Nintendo lawsuit accuses Switch emulator creators of ‘piracy at a colossal scale’


Nintendo has filed a lawsuit against the makers of Yuzu, a popular Switch emulator that allows users to play games developed for the platform on their PCs and Android devices. In the case Shared by Stephen Totilo of Game Filethe company claimed that Yuzu violated anti-hijacking and anti-trafficking provisions of the Digital Millennium Copyright Act (DMCA).

Nintendo explained that it protects its games with encryption and other security features to prevent people from playing pirated copies. Yuzu has the ability to defeat these security measures and decrypt Nintendo games. “[W]If Yuzu hadn’t cracked Nintendo’s encryption, unauthorized copies of the games would not have been playable on PCs or Android devices,” the company wrote in its complaint.

According to the DMCA, it is illegal for Nintendo to “circumvent the technological measures put in place by copyright owners to protect copyrighted works from unauthorized access and copying.” And the distribution of “software designed primarily to circumvent technological measures” also constitutes illegal human trafficking. The defendants are thus “facilitating piracy on a large scale,” the lawsuit alleges. This case could set a precedent for future lawsuits against emulators, which are not illegal in and of themselves. whom Ars Technica notes that Nintendo’s arguments call their nature illegal.

To show how much Yuzu has affected its business, Nintendo disclosed this in its complaint The Legend of Zelda: Tears of the Kingdom it was illegally distributed a week and a half before its official release. Apparently, it has been downloaded more than a million times from pirated websites, which made it particularly noticeable that people could play the game file through Yuzu. The company also noted that Yuzu’s creators make money from their emulators. They make about $30,000 a month from Patreon supporters and have so far made about $50,000 from the paid version of their software on Google Play.

Nintendo is asking the court to stop Yuzu’s creators from promoting and distributing the software. He is also seeking an unspecified amount in “equitable relief and damages.”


◆ WORK TO COMPLETE: Whenever a line in the records below contains "Powered", pick it out.

Stored entries
============

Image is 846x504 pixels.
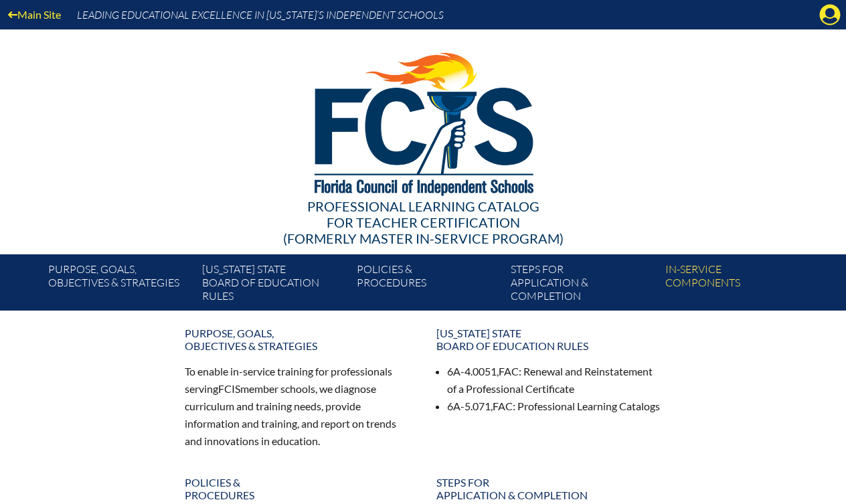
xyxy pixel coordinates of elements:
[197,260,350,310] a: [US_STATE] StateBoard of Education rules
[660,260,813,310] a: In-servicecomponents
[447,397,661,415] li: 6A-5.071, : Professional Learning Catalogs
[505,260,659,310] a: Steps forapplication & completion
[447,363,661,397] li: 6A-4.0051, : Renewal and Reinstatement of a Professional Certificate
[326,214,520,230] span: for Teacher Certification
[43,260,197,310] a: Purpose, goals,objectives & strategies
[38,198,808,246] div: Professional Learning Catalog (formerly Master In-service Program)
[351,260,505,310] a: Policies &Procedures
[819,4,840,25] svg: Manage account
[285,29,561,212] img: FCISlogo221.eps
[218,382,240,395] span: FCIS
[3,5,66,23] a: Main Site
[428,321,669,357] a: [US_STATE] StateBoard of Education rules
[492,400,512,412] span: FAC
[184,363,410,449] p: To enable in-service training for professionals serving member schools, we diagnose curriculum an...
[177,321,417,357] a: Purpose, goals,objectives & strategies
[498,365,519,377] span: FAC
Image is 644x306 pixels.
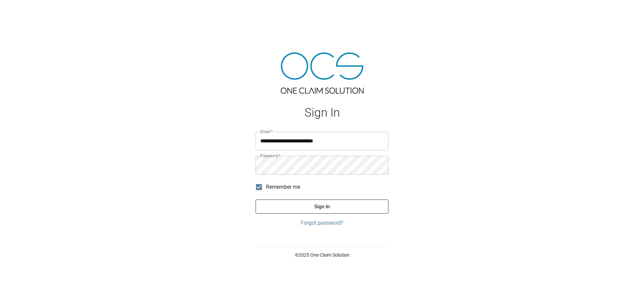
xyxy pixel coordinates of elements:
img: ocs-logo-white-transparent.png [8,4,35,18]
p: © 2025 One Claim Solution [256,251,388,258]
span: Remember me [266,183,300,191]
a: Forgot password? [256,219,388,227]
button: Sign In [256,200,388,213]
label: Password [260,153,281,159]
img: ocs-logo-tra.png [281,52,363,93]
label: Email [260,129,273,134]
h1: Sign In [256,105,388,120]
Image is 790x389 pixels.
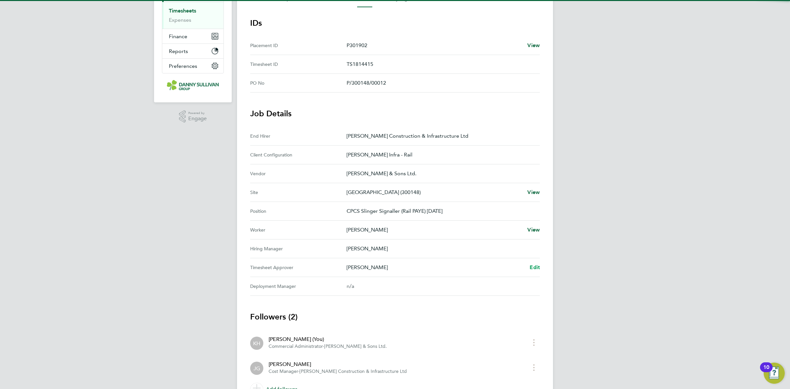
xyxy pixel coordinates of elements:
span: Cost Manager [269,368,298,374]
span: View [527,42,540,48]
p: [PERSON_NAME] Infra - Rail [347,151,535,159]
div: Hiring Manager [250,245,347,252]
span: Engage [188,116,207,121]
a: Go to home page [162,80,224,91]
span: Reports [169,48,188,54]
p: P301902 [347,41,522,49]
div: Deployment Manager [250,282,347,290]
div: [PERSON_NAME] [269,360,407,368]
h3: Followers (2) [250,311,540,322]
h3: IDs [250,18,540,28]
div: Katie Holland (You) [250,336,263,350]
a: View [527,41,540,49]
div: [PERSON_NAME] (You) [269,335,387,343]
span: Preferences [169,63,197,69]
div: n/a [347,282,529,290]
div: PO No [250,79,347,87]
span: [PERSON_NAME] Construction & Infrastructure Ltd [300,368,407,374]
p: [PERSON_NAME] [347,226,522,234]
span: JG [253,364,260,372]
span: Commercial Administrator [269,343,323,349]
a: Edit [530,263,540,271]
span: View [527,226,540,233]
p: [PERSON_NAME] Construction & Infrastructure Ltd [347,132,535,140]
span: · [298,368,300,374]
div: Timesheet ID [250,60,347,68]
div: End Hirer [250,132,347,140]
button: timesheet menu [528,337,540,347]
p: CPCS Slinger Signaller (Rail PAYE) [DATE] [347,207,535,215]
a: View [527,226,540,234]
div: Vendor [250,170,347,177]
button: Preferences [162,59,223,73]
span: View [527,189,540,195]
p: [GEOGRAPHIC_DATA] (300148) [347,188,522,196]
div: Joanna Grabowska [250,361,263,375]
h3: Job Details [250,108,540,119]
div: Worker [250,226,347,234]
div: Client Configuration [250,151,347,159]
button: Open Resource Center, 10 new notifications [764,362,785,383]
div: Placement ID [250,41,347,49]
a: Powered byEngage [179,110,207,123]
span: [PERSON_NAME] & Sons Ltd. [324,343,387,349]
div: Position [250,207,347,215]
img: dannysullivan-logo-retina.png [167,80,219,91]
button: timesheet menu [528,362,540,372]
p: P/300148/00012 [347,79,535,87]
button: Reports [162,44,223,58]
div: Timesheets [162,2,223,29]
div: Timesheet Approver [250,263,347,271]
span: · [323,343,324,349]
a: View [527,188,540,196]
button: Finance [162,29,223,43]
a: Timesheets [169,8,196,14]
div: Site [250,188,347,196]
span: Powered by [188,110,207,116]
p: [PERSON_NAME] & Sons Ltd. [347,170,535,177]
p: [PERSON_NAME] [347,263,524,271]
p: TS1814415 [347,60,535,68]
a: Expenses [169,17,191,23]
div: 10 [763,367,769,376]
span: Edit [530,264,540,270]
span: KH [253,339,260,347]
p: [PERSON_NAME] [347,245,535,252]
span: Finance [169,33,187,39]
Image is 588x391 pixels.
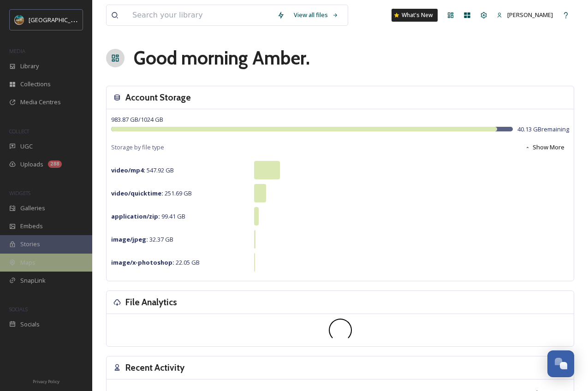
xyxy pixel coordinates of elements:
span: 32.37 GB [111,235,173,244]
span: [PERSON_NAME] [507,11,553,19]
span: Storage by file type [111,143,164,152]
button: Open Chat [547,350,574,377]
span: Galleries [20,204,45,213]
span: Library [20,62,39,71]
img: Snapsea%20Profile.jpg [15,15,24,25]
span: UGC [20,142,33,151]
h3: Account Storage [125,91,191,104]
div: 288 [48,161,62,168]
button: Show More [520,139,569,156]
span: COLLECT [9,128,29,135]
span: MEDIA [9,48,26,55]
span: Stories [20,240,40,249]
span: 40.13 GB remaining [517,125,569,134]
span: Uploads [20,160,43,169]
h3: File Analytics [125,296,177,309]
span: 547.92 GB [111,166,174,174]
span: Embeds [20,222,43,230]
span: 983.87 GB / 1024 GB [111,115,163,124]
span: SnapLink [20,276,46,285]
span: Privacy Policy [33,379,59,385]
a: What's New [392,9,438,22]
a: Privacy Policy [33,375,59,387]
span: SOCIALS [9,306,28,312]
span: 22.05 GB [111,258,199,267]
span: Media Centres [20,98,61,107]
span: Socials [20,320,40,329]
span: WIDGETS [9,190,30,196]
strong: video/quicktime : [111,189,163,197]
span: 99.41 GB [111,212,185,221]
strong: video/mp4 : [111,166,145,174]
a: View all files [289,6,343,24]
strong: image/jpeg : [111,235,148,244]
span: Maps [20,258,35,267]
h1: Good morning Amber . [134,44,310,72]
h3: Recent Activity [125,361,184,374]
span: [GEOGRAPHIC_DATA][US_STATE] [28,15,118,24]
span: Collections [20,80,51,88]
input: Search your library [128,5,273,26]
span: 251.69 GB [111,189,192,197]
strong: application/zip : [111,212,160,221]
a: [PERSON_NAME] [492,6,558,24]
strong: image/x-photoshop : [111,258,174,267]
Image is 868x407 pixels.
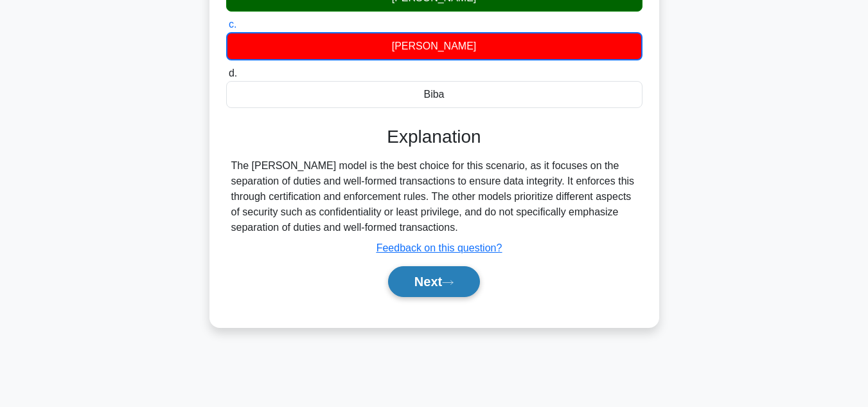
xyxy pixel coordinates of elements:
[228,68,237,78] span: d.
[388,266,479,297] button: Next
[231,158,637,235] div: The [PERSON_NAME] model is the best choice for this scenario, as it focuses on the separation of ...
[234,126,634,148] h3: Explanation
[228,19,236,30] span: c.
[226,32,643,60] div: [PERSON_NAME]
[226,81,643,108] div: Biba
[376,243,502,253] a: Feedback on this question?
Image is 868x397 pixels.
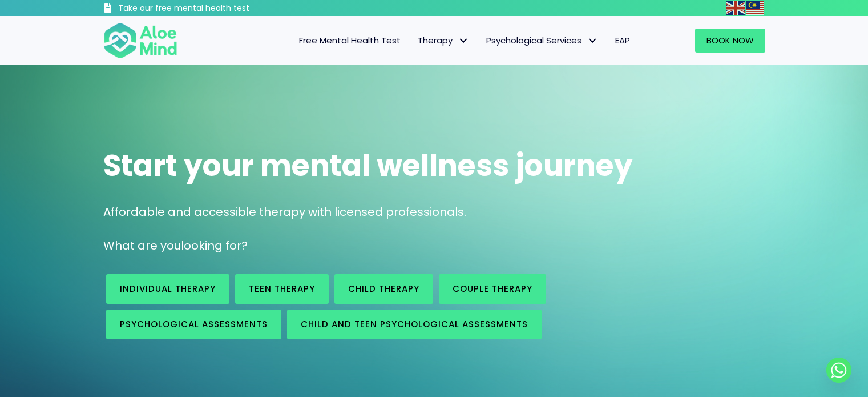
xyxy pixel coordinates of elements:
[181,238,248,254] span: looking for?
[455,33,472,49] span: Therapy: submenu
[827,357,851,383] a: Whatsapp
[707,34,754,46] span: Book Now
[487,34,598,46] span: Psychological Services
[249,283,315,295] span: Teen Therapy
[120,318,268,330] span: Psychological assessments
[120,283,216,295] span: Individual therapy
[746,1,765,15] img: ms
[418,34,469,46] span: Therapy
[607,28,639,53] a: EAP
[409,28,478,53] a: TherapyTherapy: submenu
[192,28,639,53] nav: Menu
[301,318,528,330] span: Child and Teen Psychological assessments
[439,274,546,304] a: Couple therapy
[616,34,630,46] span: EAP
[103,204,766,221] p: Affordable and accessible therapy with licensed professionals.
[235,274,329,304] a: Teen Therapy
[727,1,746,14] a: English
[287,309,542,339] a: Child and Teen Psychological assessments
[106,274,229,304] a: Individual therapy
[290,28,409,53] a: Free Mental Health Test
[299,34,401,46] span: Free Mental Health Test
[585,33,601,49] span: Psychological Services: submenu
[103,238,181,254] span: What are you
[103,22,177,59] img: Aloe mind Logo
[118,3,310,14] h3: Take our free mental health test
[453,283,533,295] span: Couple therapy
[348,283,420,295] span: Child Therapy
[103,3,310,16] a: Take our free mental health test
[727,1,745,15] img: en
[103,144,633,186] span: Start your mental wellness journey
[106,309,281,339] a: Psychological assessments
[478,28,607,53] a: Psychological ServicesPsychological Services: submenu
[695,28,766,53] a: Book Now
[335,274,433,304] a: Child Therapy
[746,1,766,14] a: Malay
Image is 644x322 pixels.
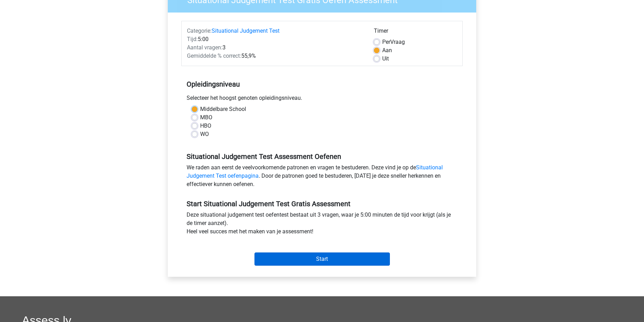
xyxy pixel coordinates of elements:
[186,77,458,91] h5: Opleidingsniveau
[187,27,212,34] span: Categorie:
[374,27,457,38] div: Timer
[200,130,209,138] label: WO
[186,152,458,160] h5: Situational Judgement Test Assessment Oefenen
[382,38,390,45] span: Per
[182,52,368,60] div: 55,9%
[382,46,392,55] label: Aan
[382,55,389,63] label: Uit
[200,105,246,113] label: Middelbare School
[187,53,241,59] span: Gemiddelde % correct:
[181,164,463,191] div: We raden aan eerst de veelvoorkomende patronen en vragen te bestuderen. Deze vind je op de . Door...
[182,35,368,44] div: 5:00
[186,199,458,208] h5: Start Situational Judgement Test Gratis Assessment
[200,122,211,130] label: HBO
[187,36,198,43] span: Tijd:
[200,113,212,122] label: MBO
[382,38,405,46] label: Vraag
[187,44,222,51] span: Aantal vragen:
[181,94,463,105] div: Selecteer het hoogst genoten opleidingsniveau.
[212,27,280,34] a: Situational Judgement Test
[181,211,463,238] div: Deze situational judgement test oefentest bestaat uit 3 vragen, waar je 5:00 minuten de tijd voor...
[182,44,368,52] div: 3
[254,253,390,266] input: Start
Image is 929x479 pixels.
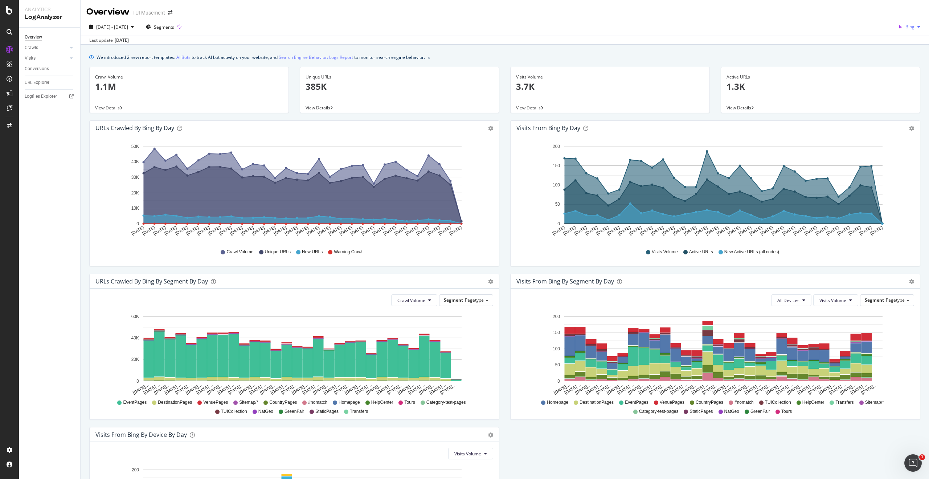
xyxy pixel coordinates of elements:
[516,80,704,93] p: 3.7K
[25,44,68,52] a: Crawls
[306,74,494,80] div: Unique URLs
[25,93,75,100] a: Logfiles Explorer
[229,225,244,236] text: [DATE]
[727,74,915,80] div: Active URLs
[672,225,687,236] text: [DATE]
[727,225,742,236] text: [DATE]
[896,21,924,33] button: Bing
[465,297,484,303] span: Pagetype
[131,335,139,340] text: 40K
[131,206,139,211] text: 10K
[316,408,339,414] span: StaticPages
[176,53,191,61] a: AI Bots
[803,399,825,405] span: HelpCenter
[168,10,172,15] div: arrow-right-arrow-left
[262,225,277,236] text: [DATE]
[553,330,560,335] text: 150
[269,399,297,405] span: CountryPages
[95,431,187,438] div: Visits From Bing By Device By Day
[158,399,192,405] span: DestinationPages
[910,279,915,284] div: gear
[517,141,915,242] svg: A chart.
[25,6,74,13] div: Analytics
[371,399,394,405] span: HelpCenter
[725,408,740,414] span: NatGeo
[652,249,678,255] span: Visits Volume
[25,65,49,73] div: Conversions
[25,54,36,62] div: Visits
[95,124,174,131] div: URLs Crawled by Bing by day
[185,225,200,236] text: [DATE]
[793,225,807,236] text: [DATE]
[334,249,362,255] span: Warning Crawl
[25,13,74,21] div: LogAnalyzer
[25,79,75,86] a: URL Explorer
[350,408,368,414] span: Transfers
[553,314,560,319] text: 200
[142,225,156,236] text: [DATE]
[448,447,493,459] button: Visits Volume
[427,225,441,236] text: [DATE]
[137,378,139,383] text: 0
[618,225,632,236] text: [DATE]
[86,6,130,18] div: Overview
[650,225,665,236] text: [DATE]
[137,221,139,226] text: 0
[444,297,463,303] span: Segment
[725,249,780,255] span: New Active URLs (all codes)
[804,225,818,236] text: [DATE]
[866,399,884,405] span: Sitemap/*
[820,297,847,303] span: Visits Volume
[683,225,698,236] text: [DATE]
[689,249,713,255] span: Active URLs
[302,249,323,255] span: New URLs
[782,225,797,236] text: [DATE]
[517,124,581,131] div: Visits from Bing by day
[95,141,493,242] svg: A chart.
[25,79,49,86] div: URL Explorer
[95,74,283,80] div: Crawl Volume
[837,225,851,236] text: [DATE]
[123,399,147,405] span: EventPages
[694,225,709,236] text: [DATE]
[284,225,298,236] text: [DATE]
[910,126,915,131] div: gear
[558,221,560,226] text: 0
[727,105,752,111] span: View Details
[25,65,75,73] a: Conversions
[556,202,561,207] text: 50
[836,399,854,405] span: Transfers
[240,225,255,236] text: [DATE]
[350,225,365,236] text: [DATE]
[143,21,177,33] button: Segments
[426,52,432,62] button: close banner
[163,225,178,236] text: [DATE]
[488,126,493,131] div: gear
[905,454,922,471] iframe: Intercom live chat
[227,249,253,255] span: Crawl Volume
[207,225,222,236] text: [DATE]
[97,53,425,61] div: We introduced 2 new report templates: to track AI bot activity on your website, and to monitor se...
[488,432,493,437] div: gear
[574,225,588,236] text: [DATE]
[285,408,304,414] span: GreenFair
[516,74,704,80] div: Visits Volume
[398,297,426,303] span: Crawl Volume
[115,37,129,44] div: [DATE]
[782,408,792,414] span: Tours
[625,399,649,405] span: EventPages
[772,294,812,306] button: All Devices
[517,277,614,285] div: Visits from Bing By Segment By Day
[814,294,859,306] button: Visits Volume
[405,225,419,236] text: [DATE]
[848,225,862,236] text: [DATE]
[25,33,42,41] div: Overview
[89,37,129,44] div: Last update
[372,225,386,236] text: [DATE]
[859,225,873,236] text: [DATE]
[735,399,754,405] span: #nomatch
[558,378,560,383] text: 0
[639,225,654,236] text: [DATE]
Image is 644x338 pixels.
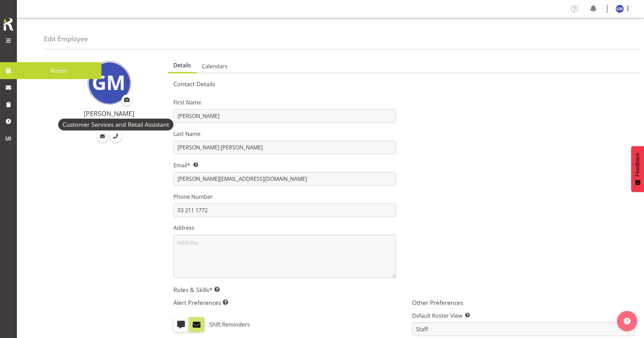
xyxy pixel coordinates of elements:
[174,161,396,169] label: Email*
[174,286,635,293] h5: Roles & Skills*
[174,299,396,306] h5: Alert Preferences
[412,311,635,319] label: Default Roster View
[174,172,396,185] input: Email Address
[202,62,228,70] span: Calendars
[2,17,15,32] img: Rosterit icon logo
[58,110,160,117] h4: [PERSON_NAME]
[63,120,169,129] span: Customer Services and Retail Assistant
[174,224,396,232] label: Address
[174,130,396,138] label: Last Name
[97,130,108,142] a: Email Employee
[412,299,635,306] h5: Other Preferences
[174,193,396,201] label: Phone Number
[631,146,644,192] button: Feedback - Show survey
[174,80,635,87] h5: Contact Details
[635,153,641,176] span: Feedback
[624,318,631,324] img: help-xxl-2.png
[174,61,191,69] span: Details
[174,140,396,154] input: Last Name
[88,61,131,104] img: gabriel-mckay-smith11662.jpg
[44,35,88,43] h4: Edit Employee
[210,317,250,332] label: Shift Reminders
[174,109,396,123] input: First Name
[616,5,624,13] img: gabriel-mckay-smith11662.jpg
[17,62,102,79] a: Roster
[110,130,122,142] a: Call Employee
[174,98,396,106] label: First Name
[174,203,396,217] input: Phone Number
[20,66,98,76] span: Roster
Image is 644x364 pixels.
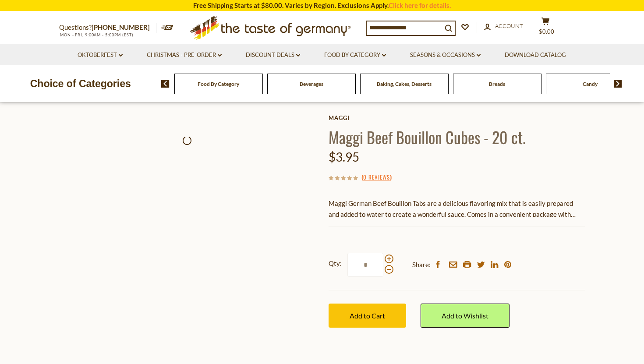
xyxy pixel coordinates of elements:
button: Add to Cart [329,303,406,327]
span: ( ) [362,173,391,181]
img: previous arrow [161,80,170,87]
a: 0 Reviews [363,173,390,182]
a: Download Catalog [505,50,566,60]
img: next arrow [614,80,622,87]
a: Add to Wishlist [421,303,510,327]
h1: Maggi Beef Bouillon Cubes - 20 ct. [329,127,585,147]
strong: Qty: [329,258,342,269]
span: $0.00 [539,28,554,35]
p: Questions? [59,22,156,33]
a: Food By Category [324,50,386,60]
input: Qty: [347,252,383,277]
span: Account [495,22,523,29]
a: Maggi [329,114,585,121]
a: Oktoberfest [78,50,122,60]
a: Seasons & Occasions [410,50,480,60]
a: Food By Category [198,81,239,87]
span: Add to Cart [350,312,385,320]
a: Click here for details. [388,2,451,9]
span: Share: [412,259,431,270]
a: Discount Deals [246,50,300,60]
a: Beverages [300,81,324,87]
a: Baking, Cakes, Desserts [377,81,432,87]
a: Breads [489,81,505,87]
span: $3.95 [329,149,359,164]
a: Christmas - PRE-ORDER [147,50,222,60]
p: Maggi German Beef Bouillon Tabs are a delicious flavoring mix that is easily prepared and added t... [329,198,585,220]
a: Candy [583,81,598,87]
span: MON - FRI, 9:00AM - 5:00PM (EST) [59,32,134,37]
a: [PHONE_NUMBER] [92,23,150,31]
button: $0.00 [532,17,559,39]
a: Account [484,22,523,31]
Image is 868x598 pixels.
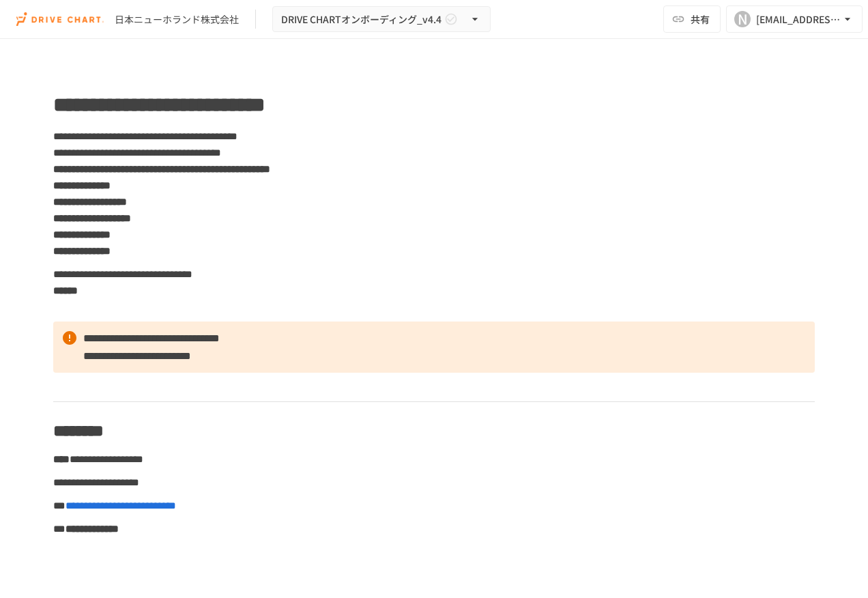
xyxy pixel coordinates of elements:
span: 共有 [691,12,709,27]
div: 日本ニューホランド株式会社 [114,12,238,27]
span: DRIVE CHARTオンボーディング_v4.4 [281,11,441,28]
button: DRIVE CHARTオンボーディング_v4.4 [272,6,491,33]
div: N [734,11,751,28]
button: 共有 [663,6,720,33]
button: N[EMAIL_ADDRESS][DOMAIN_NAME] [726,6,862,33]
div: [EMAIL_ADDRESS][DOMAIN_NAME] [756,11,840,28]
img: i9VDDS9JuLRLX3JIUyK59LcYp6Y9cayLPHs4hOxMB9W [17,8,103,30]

============

◆ ANSWER BOX:
a: Powered byEngage [179,110,207,123]
span: Powered by [188,110,207,116]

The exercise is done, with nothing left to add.